36 Malicious npm Packages Disguised as Strapi Plugins Deploy Persistent Backdoors via Redis and PostgreSQL

Summary

Security researchers have uncovered a coordinated supply chain attack involving 36 malicious npm packages disguised as legitimate Strapi CMS plugins. The packages — named with patterns like “strapi-plugin-cron” and “strapi-plugin-database” — exploit Redis and PostgreSQL to deploy persistent implants, establish reverse shells, and steal credentials.

The attack is sophisticated and multi-staged. Packages use postinstall script hooks that execute automatically on npm install without user interaction. Payloads include Redis RCE exploitation via crontab injection, PostgreSQL credential harvesting targeting cryptocurrency-related data, and an 11-phase attack chain that exfiltrates .env files, Docker/Kubernetes secrets, private keys, and network topology before opening a full C2 channel.

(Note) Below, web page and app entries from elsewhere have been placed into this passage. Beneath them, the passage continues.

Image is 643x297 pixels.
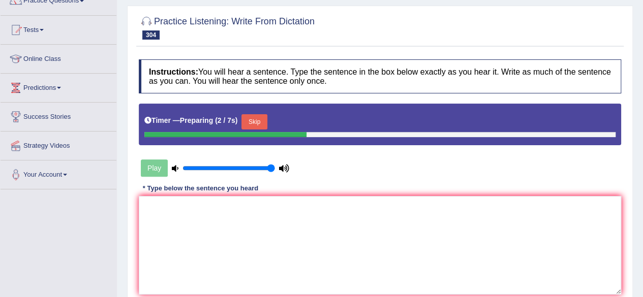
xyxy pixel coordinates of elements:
[139,59,621,94] h4: You will hear a sentence. Type the sentence in the box below exactly as you hear it. Write as muc...
[1,45,116,70] a: Online Class
[180,116,213,125] b: Preparing
[1,161,116,186] a: Your Account
[149,68,198,76] b: Instructions:
[1,132,116,157] a: Strategy Videos
[139,184,262,193] div: * Type below the sentence you heard
[235,116,238,125] b: )
[1,16,116,41] a: Tests
[139,14,315,40] h2: Practice Listening: Write From Dictation
[215,116,218,125] b: (
[1,74,116,99] a: Predictions
[218,116,235,125] b: 2 / 7s
[242,114,267,130] button: Skip
[1,103,116,128] a: Success Stories
[144,117,237,125] h5: Timer —
[142,31,160,40] span: 304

Four sock-puppet npm accounts (umarbek1233, kekylf12, tikeqemif26, umar_bektembiev1) published the packages. All use version 3.6.8 and lack descriptions or repository links — red flags that distinguish them from legitimate Strapi plugins scoped under @strapi/.

Source

Reported by The Hacker News. Technical analysis from SafeDep. Tracked as MAL-2026-2464.

Commentary

Coming on the heels of the Axios npm supply chain compromise just weeks ago, this is another reminder that the npm ecosystem remains the softest underbelly in modern software development. The targeting is specific — these aren’t spray-and-pray typosquats but packages tailored for Strapi deployments with known Redis/PostgreSQL backends.

The cryptocurrency-targeting payloads and hard-coded database names (like “Guardarian”) suggest this is financially motivated rather than nation-state activity. But the tradecraft is increasingly indistinguishable. If your CI/CD pipeline runs npm install as root in Docker containers, you’re exactly the target profile. Lock down postinstall scripts, scope your dependencies, and audit anything without a repository link.